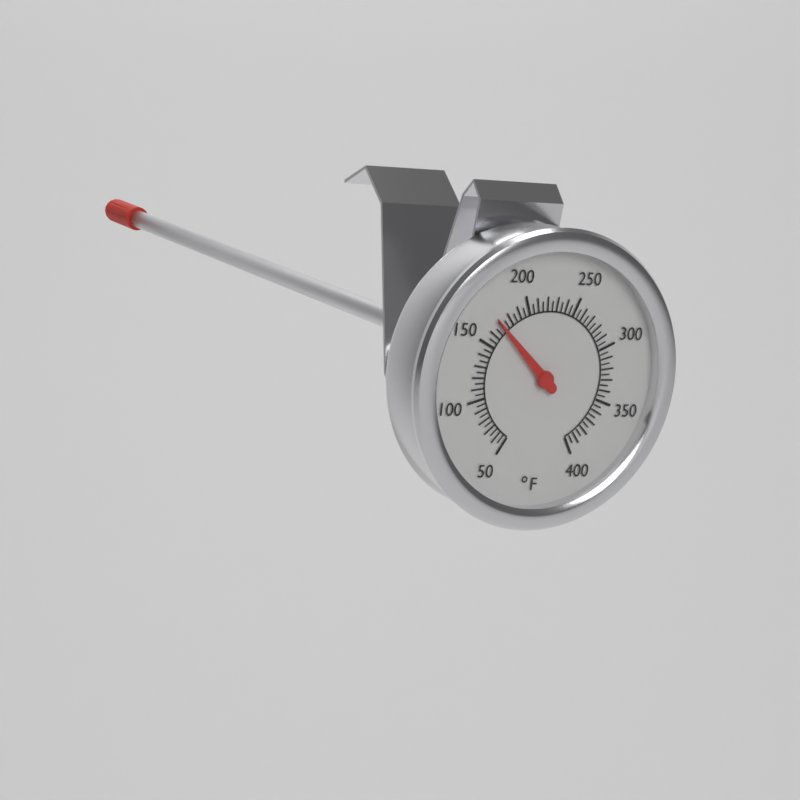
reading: 170 °F
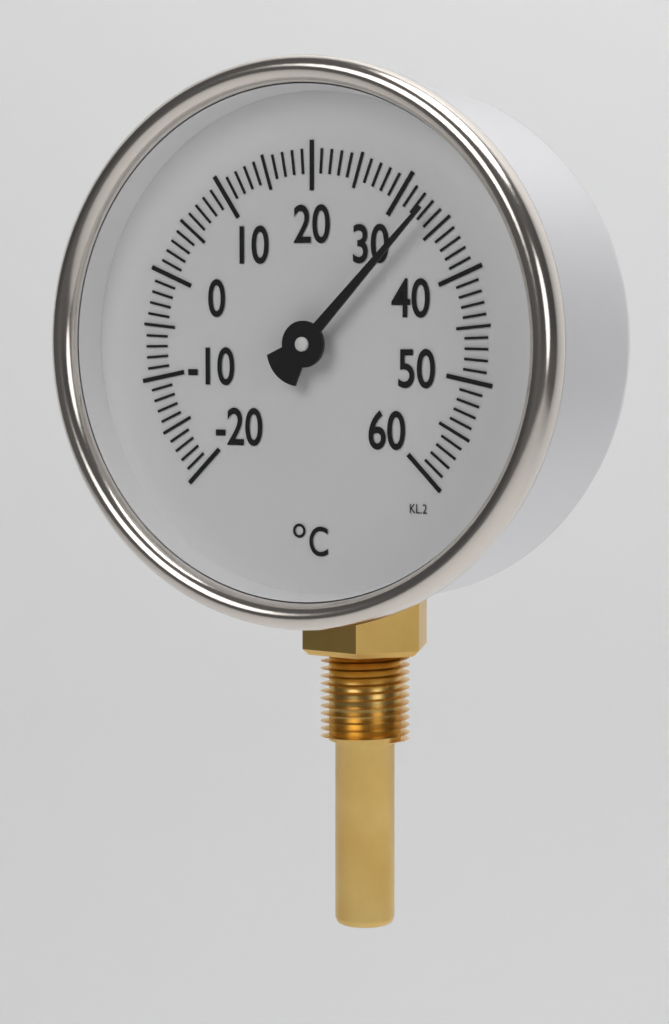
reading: 33 °C
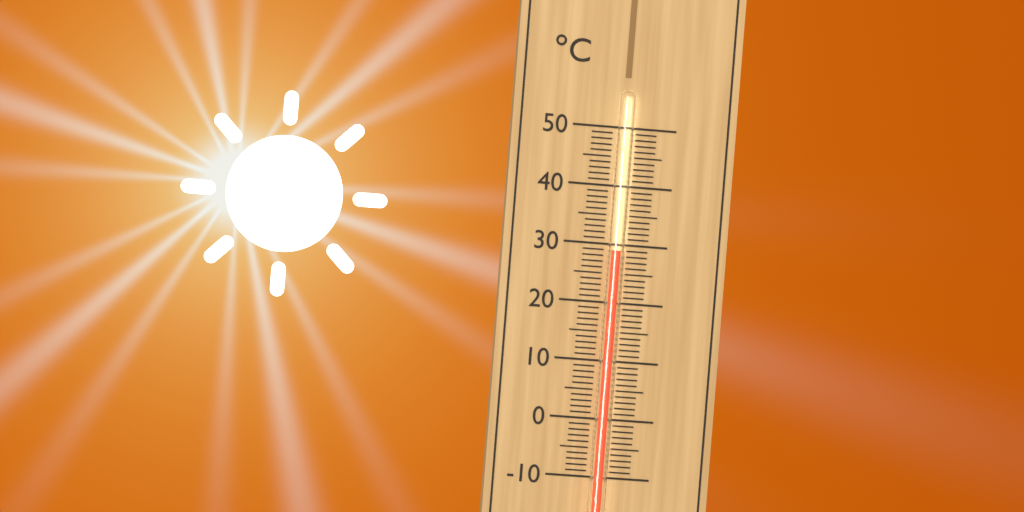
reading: 29 °C
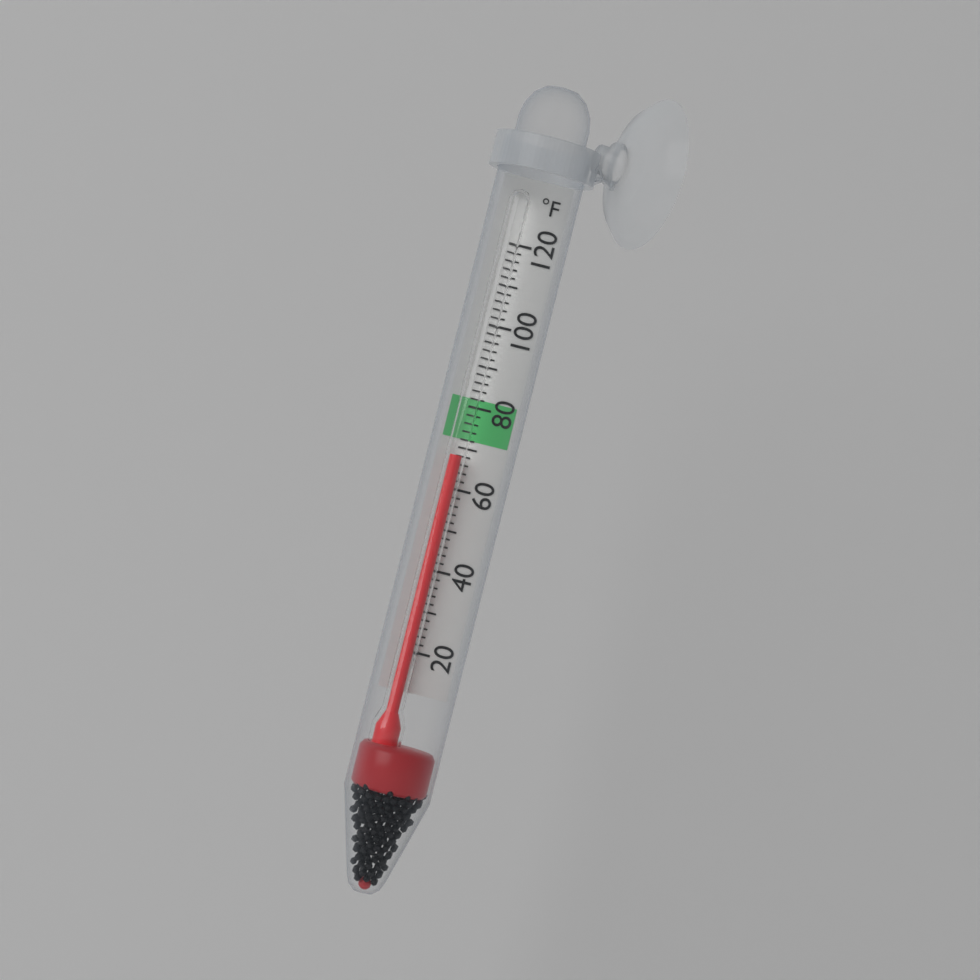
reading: 68 °F
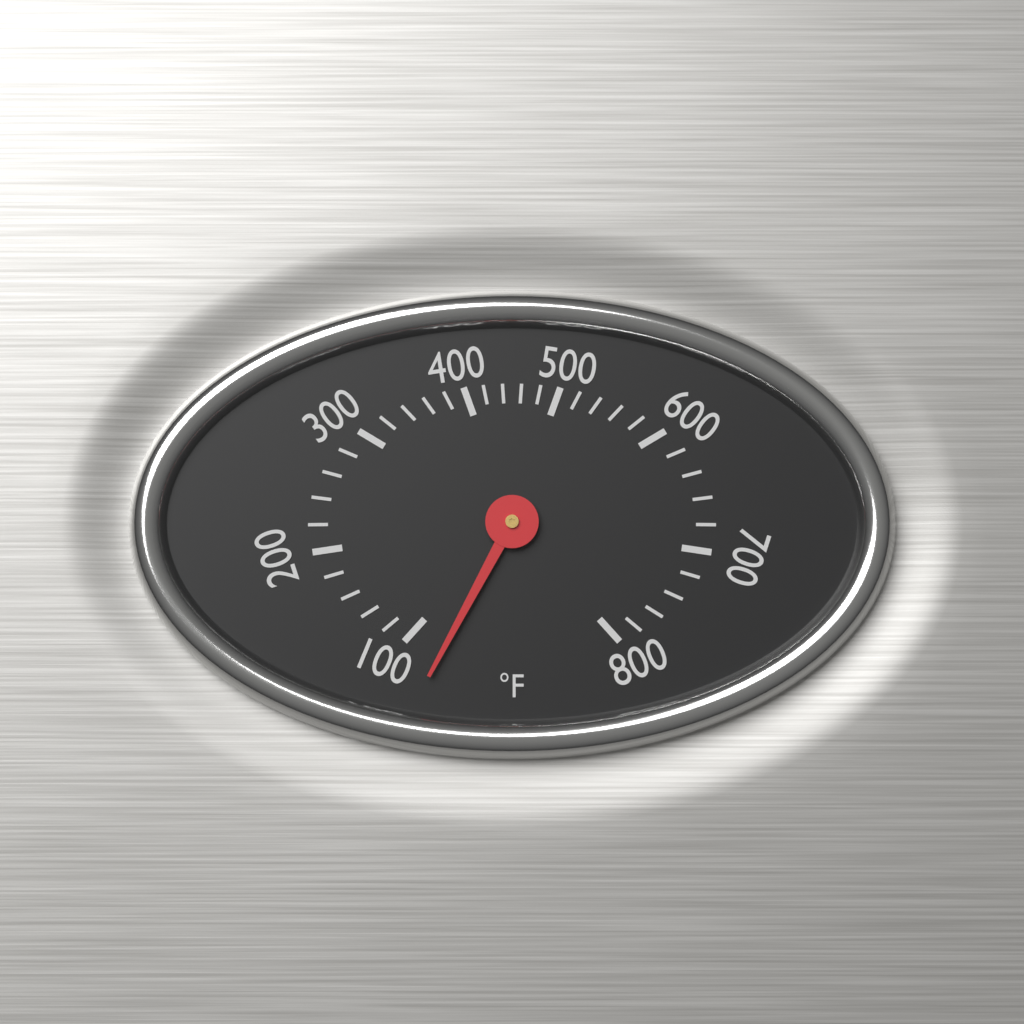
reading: 65 °F
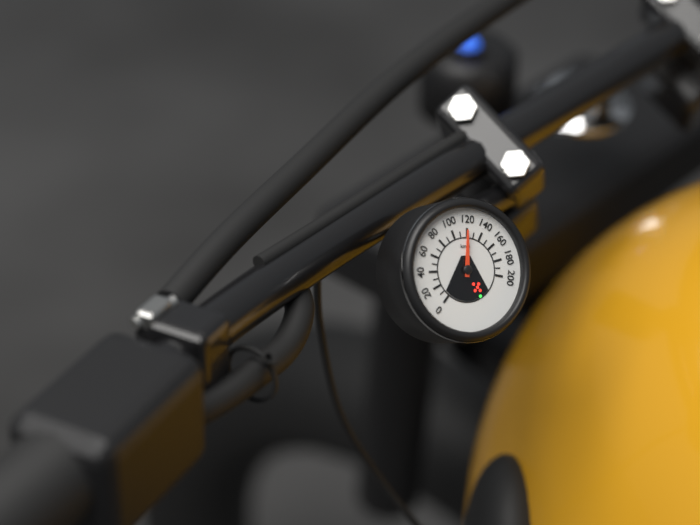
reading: 120 km/h
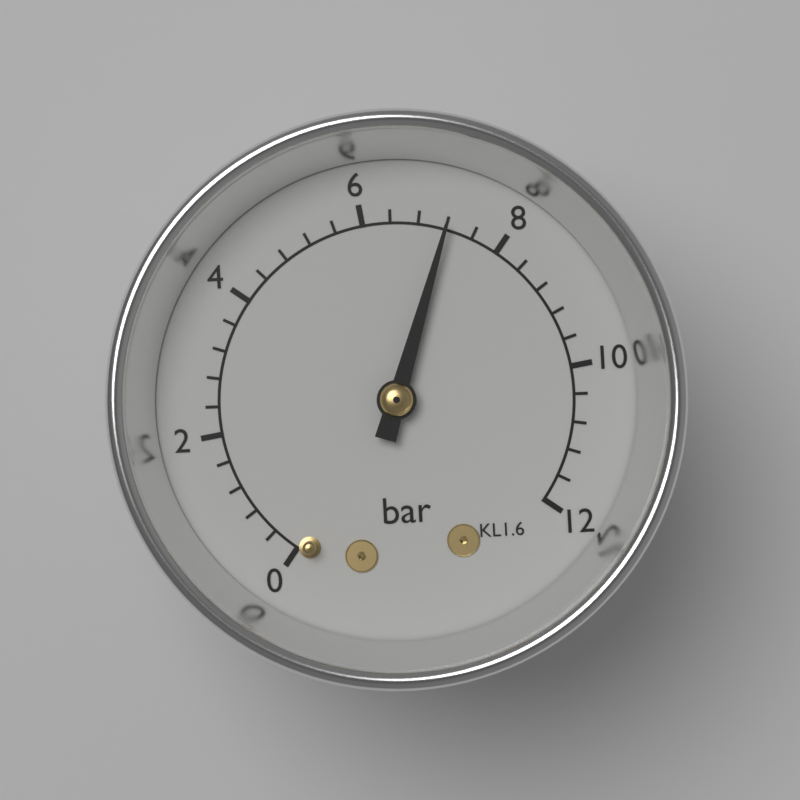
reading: 7.2 bar
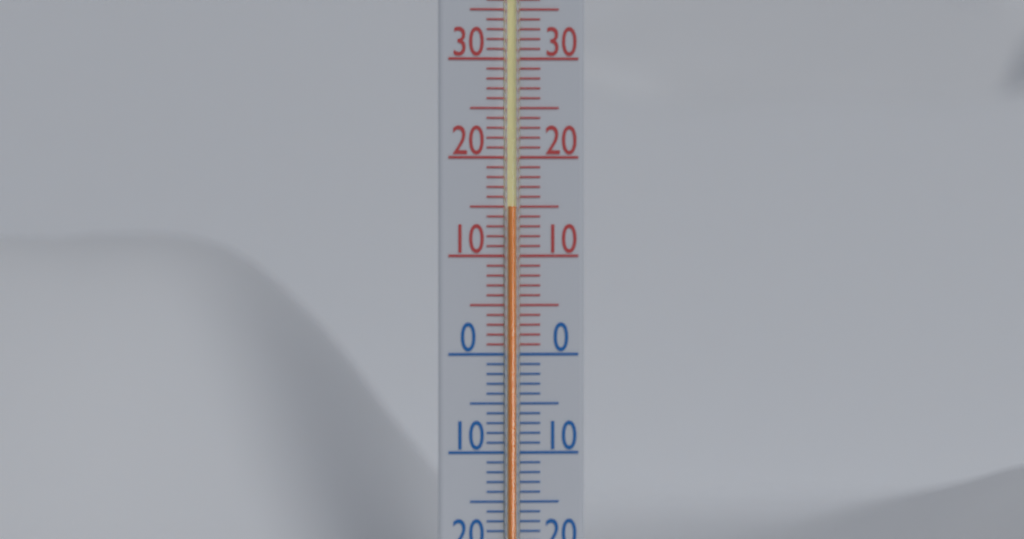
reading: 15 °C
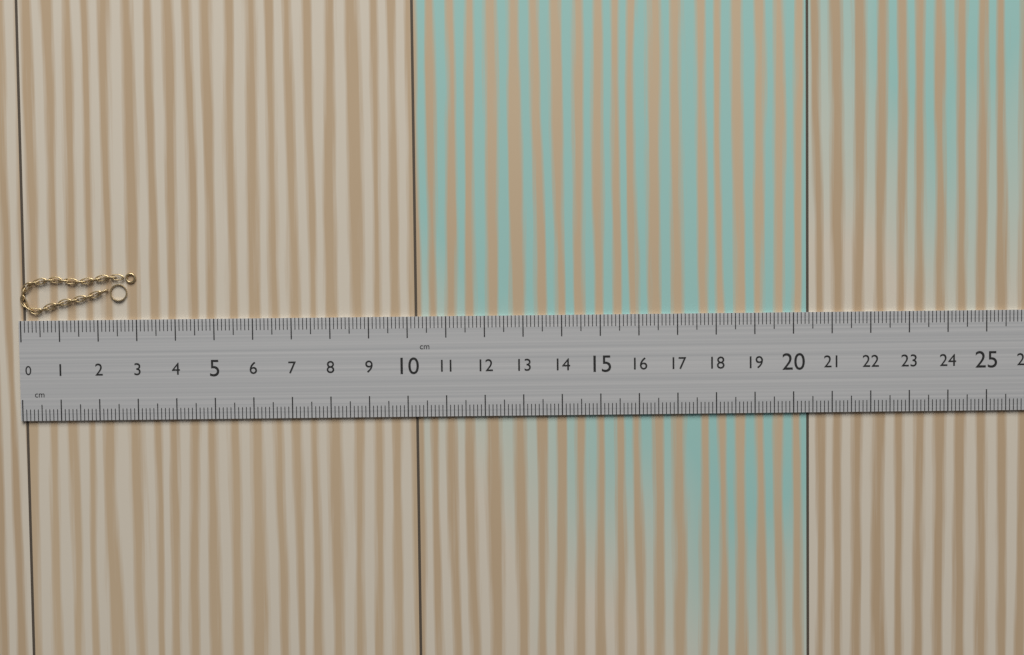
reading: 3.0 cm
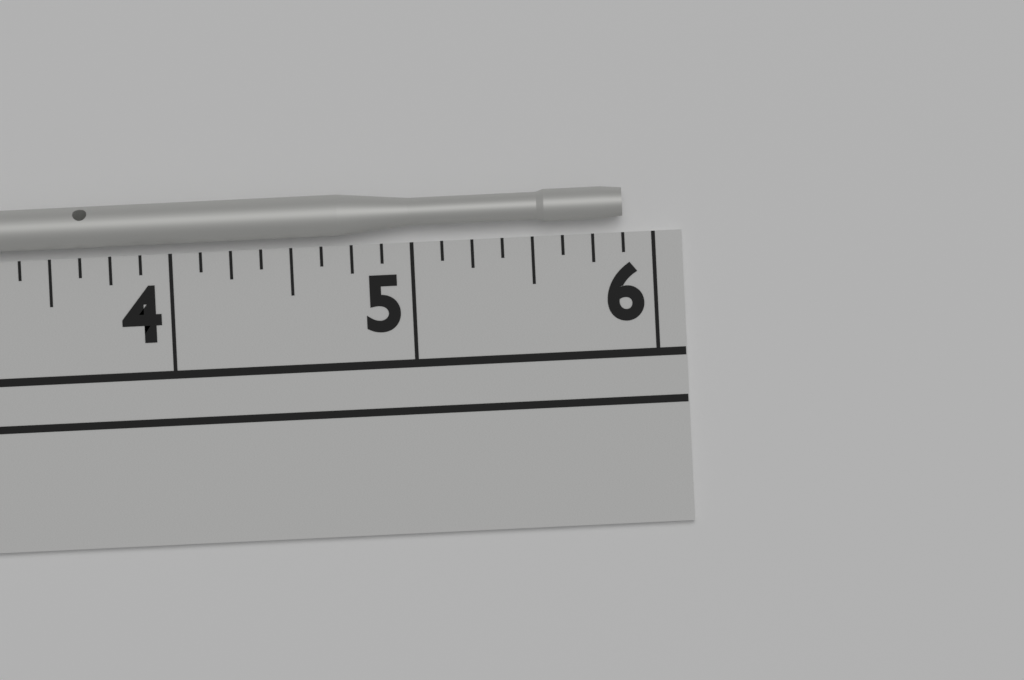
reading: 5.875 in
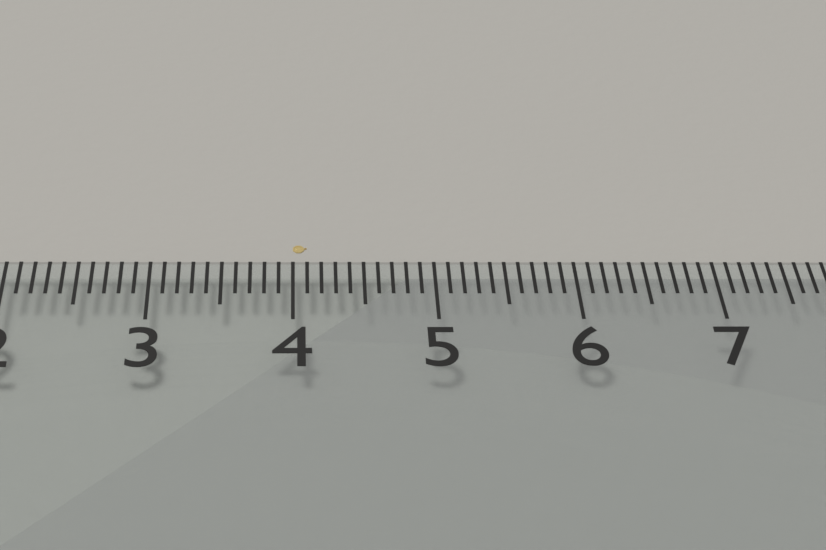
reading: 4.1 (no unit)
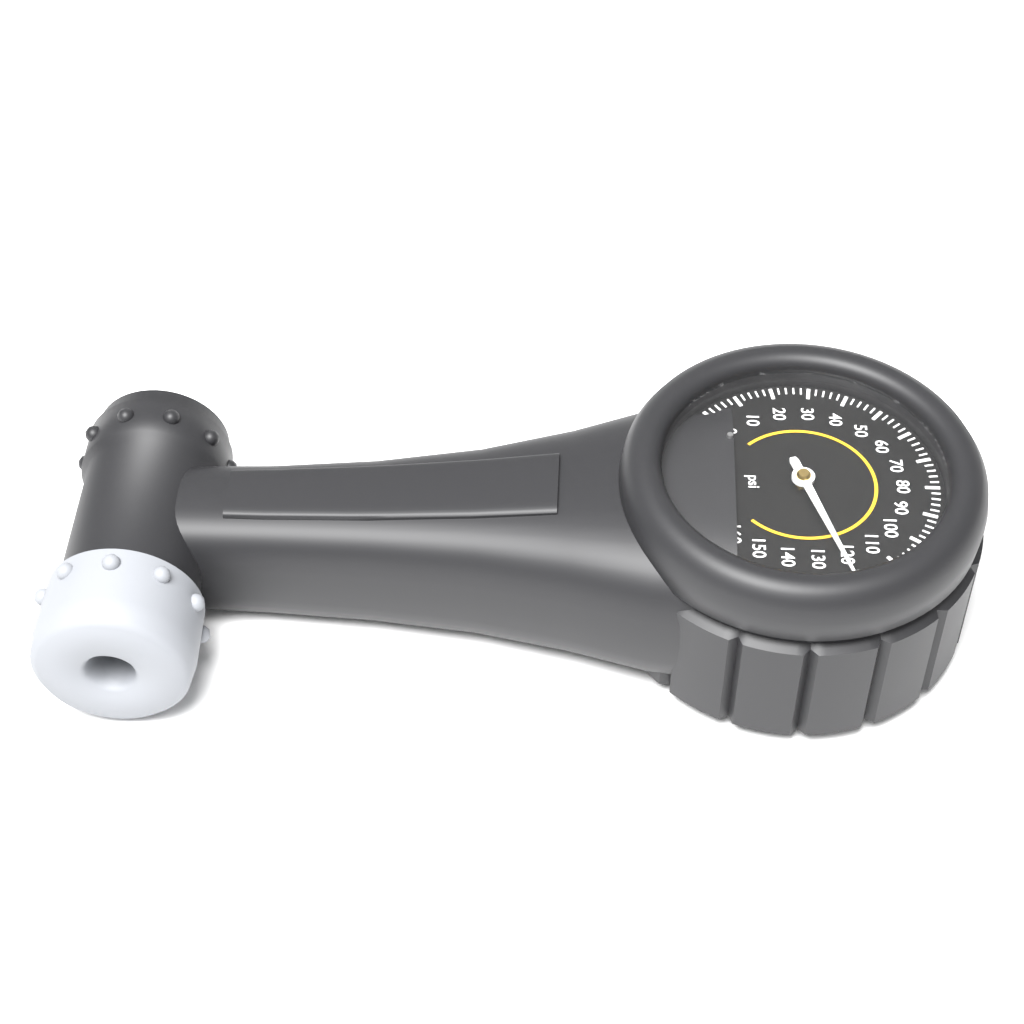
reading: 122 psi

## What is needed
The records above must be output exactly, except for the pictures.

## Answer section
reading: 170 °F
reading: 33 °C
reading: 29 °C
reading: 68 °F
reading: 65 °F
reading: 120 km/h
reading: 7.2 bar
reading: 15 °C
reading: 3.0 cm
reading: 5.875 in
reading: 4.1 (no unit)
reading: 122 psi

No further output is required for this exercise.